Conor Murray: ‘I felt better at the weekend... I felt energetic’
Class is permanent, and the hope is that Conor Murray’s dip in form is now behind him.
It has been a frustrating season for the Munster and Ireland scrum-half, whose first outing was delayed until November due to a neck injury suffered last summer. And while he has registered 14 appearances since, normal service has yet to fully resume.
He said:
It was good the weekend (against Edinburgh). Obviously, it was progression. The Six Nations was frustrating. There were small margins, that is what this game is built on.
"I asked myself: ‘Why is so much being made about this, why is there such a thing about my form and stuff?’
“They were tiny things, but tiny things are big things in the big picture, if that makes sense. A small, loose pass can kill a whole move, could kill a flow of an attack, so I felt better again at the weekend (against Edinburgh). I felt energetic.”
Murray’s injury was the source of considerable speculation during his absence and, while the player belatedly explained the nature of the issue well after the season started, he is adamant that the matter is fully resolved and that it has had no bearing on his form.
“Injury-wise, I feel great. I heard people say: ‘Was your neck OK?’. Unfortunately, my neck had nothing to do with it,” he joked. “I’d like to be able to blame it. The body feels great. Hopefully things will be on an upward curve.”
The Limerick man was not alone in struggling for his best game during the recent Six Nations campaign which began and ended for Joe Schmidt’s Ireland with demoralising defeats to England and Wales respectively.
The net result was a disappointing third-place finish and plenty of hand-wringing over a side that had entered the championship as favourites. But Murray has learned how to move on from bad days at the office such as the one in Cardiff last month.
“It was just a game of pressure. Wales went up after a minute and 20 seconds. They went 10-0 up and I was talking to one of the Welsh lads afterwards and he was saying: ‘We didn’t have to play much rugby after that, it was just let you try and play and chase the game.’ ”
“It was just a bad day, a really bad day. I got a break just after it. I parked it. I am used to it at this stage — not those bad days but, whether it is a win or loss, just parking it, moving on to the next thing, getting excited about the week ahead.”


◆ **The problem**
Any picture among the records should be left out, please; retype the rest exactly.

◆ **Supplied data**
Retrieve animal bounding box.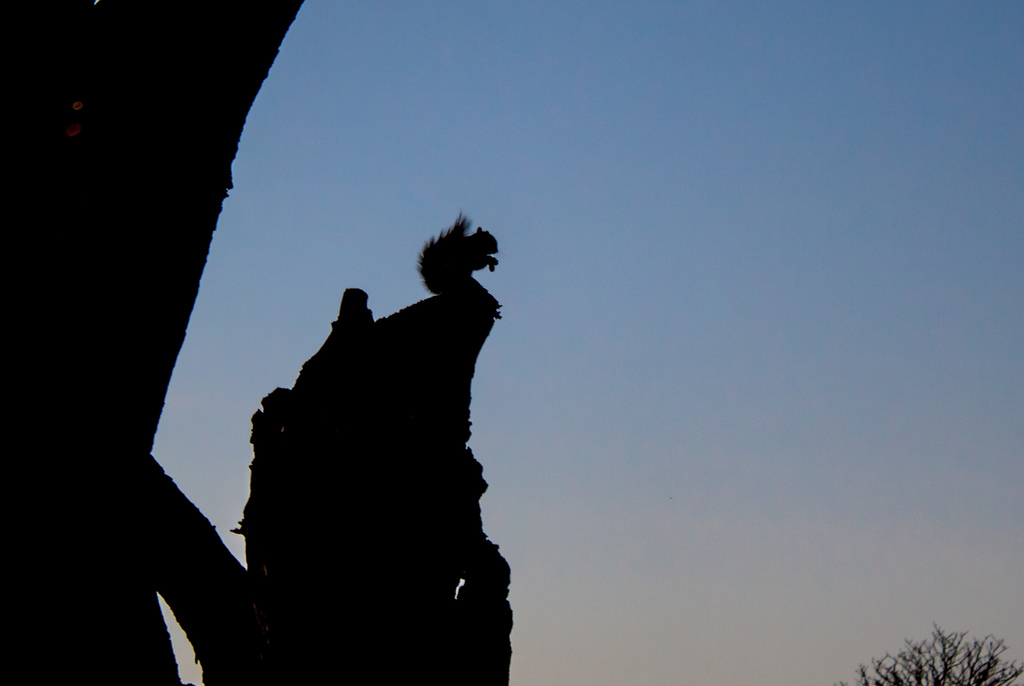
Bounding box: box=[413, 208, 501, 296].
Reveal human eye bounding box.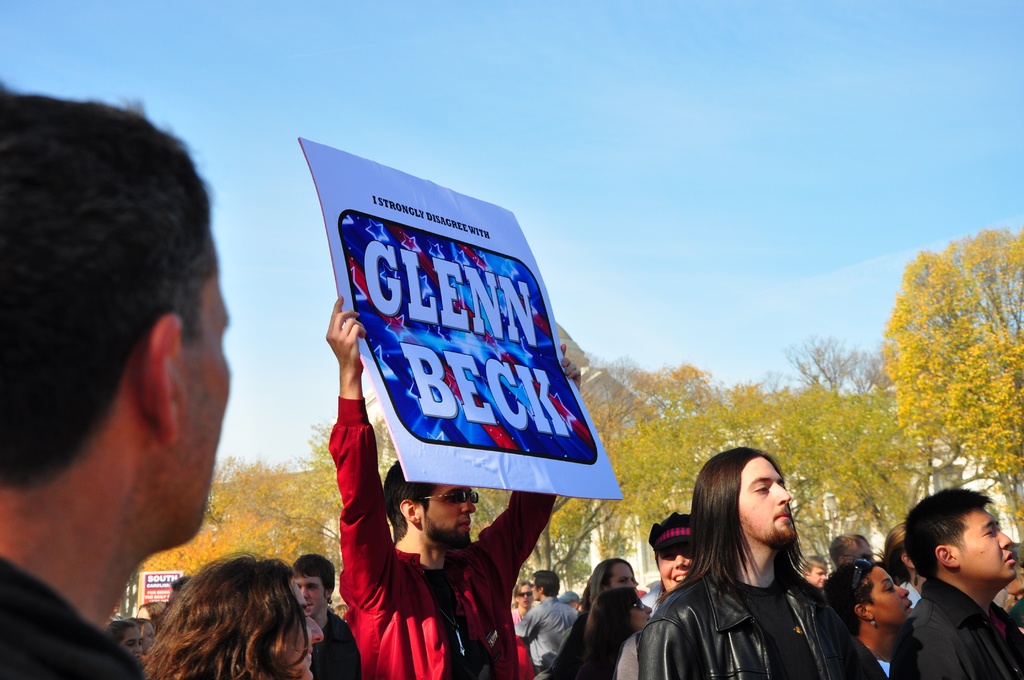
Revealed: x1=139, y1=640, x2=143, y2=647.
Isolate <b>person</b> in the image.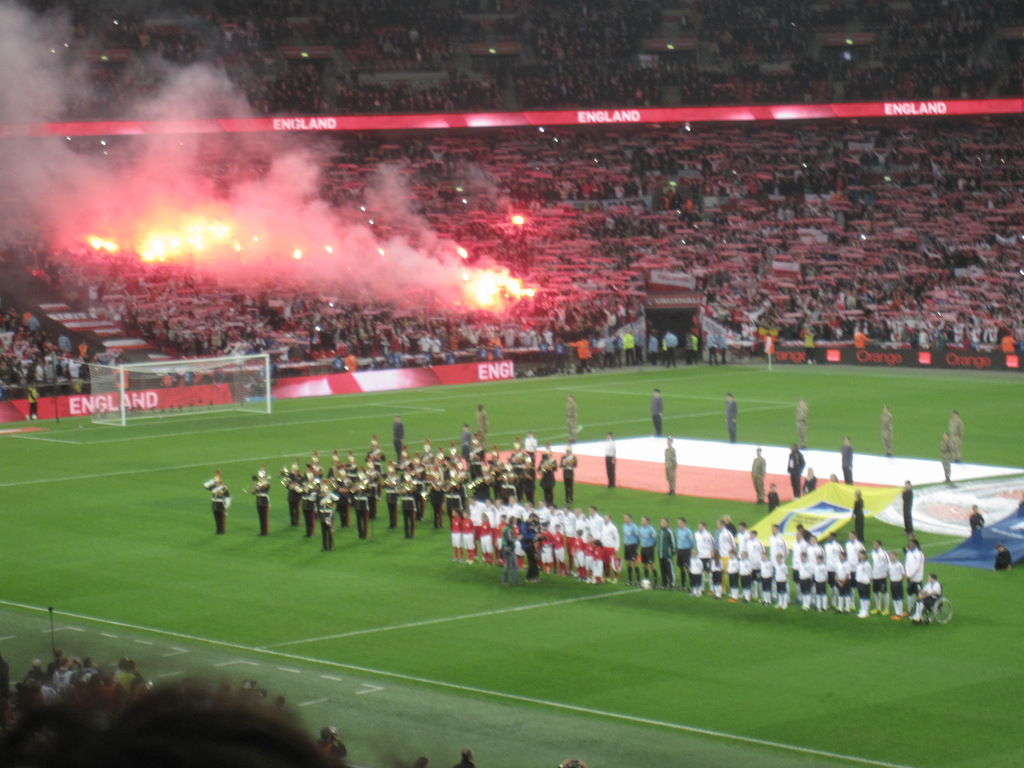
Isolated region: locate(682, 327, 700, 367).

◆ **Expected answer**
Retrieve animal bounding box.
Bounding box: box=[413, 208, 501, 296].
Reveal human eye bounding box.
Revealed: x1=139, y1=640, x2=143, y2=647.
Isolate <b>person</b> in the image.
Isolated region: locate(682, 327, 700, 367).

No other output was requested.